WOMEN PLAY A PROMINENT ROLE IN THE KURDISTAN ARMED FORCES. FOR EXAMPLE, THE PEOPLES PROTECTION UNITS IN SYRIAN KURDISTAN (YPG) ARE COMPRISED OF 35 PERCENT FEMALE SOLDIERS. THIS INCLUDES A 7,500 ALL-VOLUNTEER FEMALE GROUP CURRENTLY BATTLING ISIS IN SYRIA. BY COMPARISON, THE UNITED STATES MARINE CORPS HAS ONLY 14,000 FEMALE SOLDIERS.




Κορυφαίο πρόβλημα για Ερντογάν το Κουρδικό
Top problem for Erdogan in Kurdish



ASSOCIAZIONE ONLUS GRUPPO X – POLISPORTIVA FLY – SUMMER PARK





Efelin, a 20-year-old fighter vowed that if Isis tried to come back, they "won't leave a single one of them alive".

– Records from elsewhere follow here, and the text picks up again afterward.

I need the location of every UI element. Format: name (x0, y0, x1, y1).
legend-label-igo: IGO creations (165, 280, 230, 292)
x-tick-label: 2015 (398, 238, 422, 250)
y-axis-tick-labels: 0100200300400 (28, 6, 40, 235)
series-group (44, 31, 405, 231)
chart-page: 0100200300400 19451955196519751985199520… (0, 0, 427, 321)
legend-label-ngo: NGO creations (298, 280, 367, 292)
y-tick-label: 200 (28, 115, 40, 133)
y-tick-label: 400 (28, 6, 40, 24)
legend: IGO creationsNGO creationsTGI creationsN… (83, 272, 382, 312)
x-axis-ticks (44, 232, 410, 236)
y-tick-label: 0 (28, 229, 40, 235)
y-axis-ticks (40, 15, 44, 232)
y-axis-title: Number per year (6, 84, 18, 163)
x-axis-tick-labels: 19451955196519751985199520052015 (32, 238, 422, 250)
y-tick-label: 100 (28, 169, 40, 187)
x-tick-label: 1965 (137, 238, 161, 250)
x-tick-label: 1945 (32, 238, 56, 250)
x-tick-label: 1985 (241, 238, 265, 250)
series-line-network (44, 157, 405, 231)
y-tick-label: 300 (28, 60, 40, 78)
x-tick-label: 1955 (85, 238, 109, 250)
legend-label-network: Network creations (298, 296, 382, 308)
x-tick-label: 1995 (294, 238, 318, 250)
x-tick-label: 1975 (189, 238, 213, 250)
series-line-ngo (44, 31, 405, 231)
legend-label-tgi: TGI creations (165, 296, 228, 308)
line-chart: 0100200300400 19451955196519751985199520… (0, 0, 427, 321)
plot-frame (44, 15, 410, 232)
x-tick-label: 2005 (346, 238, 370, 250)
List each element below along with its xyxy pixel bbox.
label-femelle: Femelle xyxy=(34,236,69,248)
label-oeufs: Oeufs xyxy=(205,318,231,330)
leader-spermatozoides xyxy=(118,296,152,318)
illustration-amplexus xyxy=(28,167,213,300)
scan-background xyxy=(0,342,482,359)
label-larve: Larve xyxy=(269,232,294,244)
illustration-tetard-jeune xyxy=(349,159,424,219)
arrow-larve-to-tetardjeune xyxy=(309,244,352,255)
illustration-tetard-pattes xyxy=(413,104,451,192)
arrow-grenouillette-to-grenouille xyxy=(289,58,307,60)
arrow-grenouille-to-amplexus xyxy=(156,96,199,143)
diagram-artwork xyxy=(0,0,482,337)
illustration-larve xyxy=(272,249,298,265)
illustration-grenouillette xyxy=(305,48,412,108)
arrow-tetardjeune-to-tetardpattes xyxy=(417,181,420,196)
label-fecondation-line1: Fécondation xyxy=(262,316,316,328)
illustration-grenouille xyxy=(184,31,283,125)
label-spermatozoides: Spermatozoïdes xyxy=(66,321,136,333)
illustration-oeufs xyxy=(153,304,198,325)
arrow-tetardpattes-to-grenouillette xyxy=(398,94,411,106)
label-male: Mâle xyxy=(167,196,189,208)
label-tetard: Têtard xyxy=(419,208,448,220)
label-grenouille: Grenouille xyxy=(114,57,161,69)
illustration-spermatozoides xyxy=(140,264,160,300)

As far as I know, the Islamic state is the only organization that has religious texts written by justifying rape. Who rapes an unfaithful (a non-Muslim woman) automatically becomes Muslim. (Report here). Besides causing horror, is this too is a strategy for enlisting soldiers in those cultures where dating and sex are prohibited. The guy comes to EI to be able to have sex and ideology constructed the free of any blame. It is an unprecedented cruelty. The members of the EI believe that killing and raping rather go to heaven, where they will receive 72 virgins. (On the origins of belief).  [This blog does not assertthatthis is true, but only that many Syrian Kurds believe it is.  And  perhaps many Islamic State recruits.]